Manfrotto has never been shy about who it builds for, but the new Uncover lineup is a clear pivot toward the always-moving crowd — people who shoot between a day job, a content calendar and a spontaneous weekend away. It’s a four-bag family that tries to bridge camera protection and everyday carry without looking like a padded brick strapped to your back.

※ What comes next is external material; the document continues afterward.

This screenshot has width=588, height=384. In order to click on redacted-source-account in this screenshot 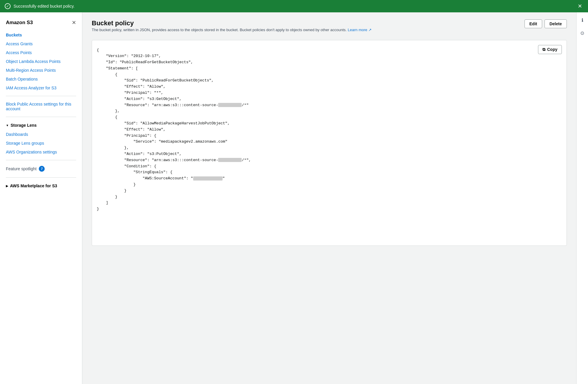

The range went on sale on July 1, 2026, and splits into two backpacks and two soft bags:
- Uncover 30L Backpack — US$330
- Uncover 24L Backpack — US$300
- Uncover 12L Messenger Bag — US$180
- Uncover 7L Messenger/Sling Bag — US$140
The headline trick is the SmartLift system, a removable interior camera cube that lets you flip between camera mode and everyday mode in seconds. Pull the cube and the bag becomes a plain daypack; drop it back in and you’ve got padded gear protection. It’s a smarter answer to the age-old problem of not wanting to lug a dedicated camera bag everywhere.

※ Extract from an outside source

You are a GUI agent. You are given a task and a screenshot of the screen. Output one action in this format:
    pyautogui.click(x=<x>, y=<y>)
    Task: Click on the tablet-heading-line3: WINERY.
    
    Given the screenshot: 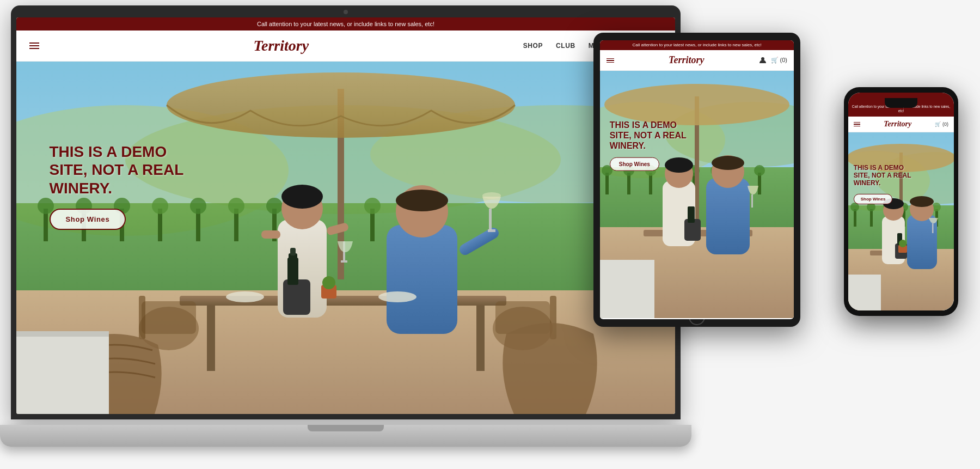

The 30L Backpack is the flagship, with an expandable 25–33L capacity and enough structured room for a mirrorless or compact DSLR body plus three to five lenses — including a 70–200mm attached. The 24L steps down to an expandable 20.5–28.5L, fitting one body, up to three lenses and accessories. Both use a roll-top design and a custom TriTex three-layer fabric exterior for water resistance, so a surprise downpour on the way to a shoot shouldn’t spell disaster.

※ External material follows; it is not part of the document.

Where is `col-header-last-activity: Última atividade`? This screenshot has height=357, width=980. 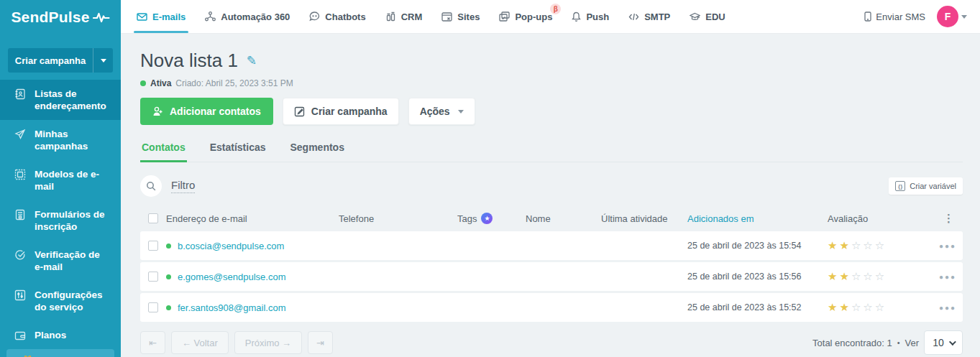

The two messenger bags lean harder into the urban-creator angle. The 12L and 7L both include a dedicated AirTag pocket — a genuinely useful touch when your bag holds thousands of dollars of glass — and a laser-cut FlexGrid front panel for strapping on pouches, cables or whatever else your workflow demands. The 7L doubles as a sling, which makes it the natural grab-and-go option for a single body and a lens.
What makes Uncover interesting isn’t any single feature but the framing. Manfrotto is openly targeting a younger, hybrid audience that refuses to choose between a work bag, a camera bag and a travel bag. The modular SmartLift cube is the mechanism that makes that promise plausible rather than marketing fluff — the same shell genuinely serves multiple roles.
Pricing lands where you’d expect for Manfrotto: the backpacks aren’t cheap at US$300 and US$330, though the messenger bags at US$140 and US$180 undercut a lot of the boutique competition. If the TriTex fabric and cube swap hold up in daily abuse, this could be one of the more sensible camera-carry buys for people who spend more time commuting than on location.